Another such state is South Carolina, where Trump will best Biden comfortably.

That leaves the Democratic challenger for the Senate, Jaime Harrison, looking for crossover votes to defeat the exceedingly slippery and cynical Lindsey Graham. Harrison’s problem is that the critical voters annoyed by Graham include Trump loyalists to his right—whom Graham, chairman of the Judiciary Committee, has done his damnedest to propitiate through accelerating Barrett’s confirmation.

Harrison is a talented and spirited candidate who hews to the center, and he’s raised a record amount of money from the small army of Americans repelled by Graham. But, unlike in neighboring North Carolina and Georgia, the demographics of bright-red South Carolina haven’t changed much.

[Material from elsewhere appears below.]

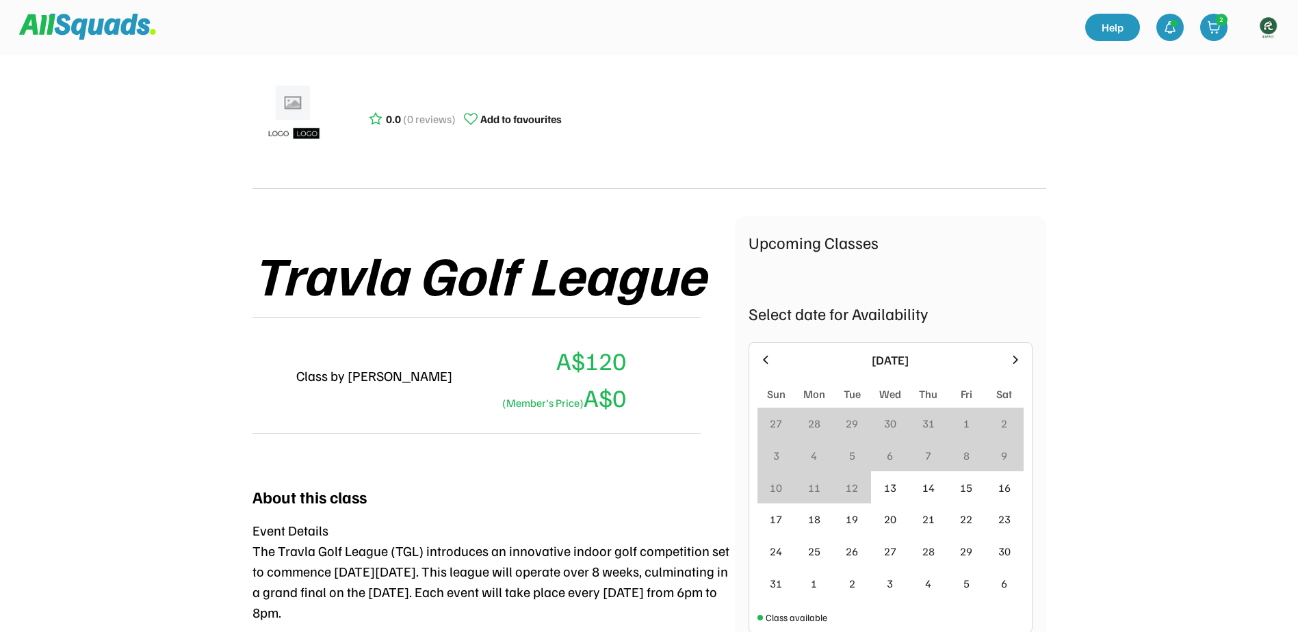 This screenshot has height=632, width=1298. What do you see at coordinates (890, 242) in the screenshot?
I see `div: Upcoming Classes` at bounding box center [890, 242].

The latest and most authoritative poll has Graham pulling ahead by six points. This race may be the 2020 version of the O’Rourke phenomena in Texas—compelling but, in the end, fated to disappoint.

Control of the Chamber

So where do these races leave us?

The Democrats’ hopes of controlling the Senate rest on defeating at least two of the three most endangered GOP incumbents: Collins in Maine, Tillis in North Carolina, and Ernst in Iowa. If Biden loses, Democrats would need all three—or, perhaps, two plus Bullock, as a Biden loss in North Carolina might well foreclose Cunningham’s chances.

Bottom line: If you can’t resist betting, go with a net gain of three for the Democrats—or four if you enjoy living dangerously. But don’t hazard anything you can’t stand to lose.

Richard North Patterson

Richard North Patterson is a lawyer, political commentator and best-selling novelist. He is a former chairman of Common Cause and a member of the Council on Foreign Relations.